■ **WHAT IS BEING ASKED**: Every record below should be retyped exactly, and no picture should appear in the copy.

■ **STORED DATA**:
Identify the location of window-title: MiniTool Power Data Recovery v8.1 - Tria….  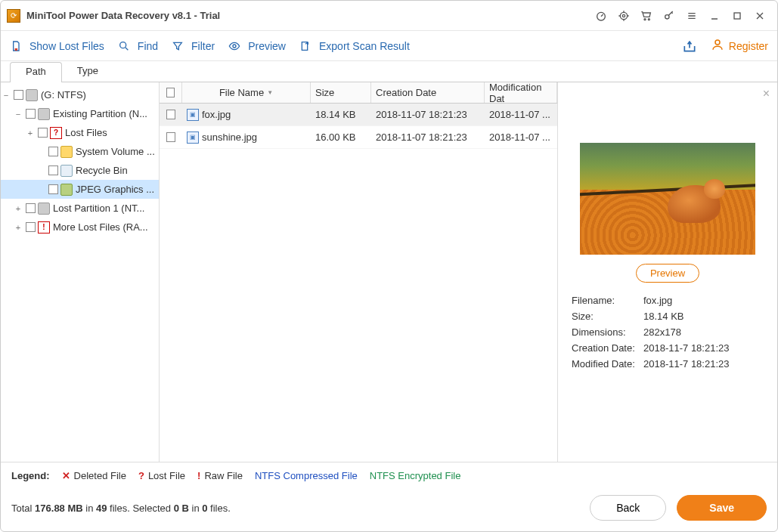
(123, 15).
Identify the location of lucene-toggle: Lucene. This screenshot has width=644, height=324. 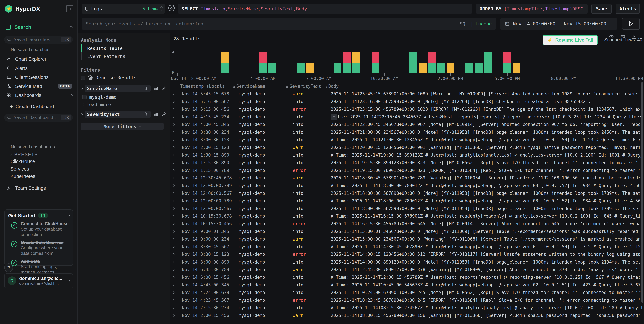
(484, 24).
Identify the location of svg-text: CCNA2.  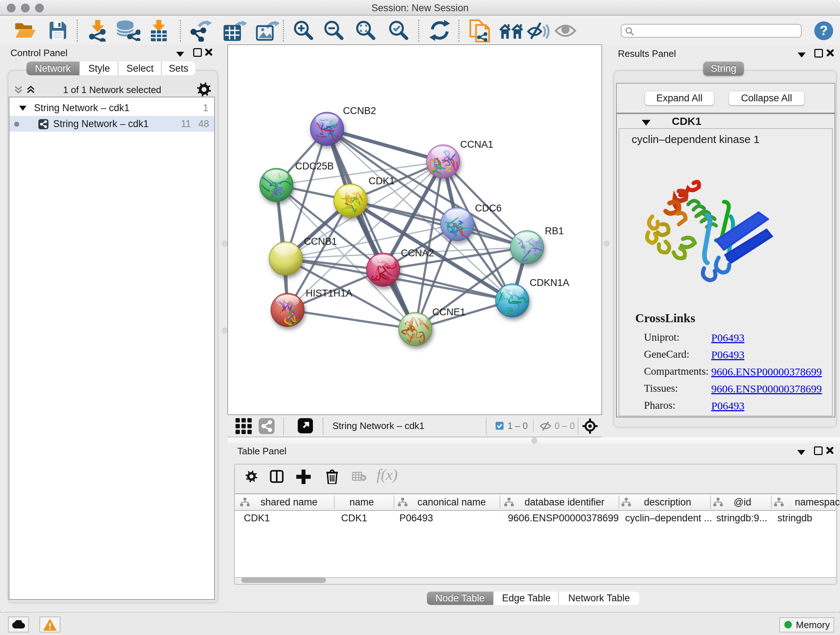
(418, 253).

■ **SOLUTION BELOW**:
Identify the location of window-title: MiniTool Power Data Recovery v8.1 - Tria….  
(123, 15).
Identify the location of lucene-toggle: Lucene. This screenshot has width=644, height=324. 
(484, 24).
Identify the location of svg-text: CCNA2.  
(418, 253).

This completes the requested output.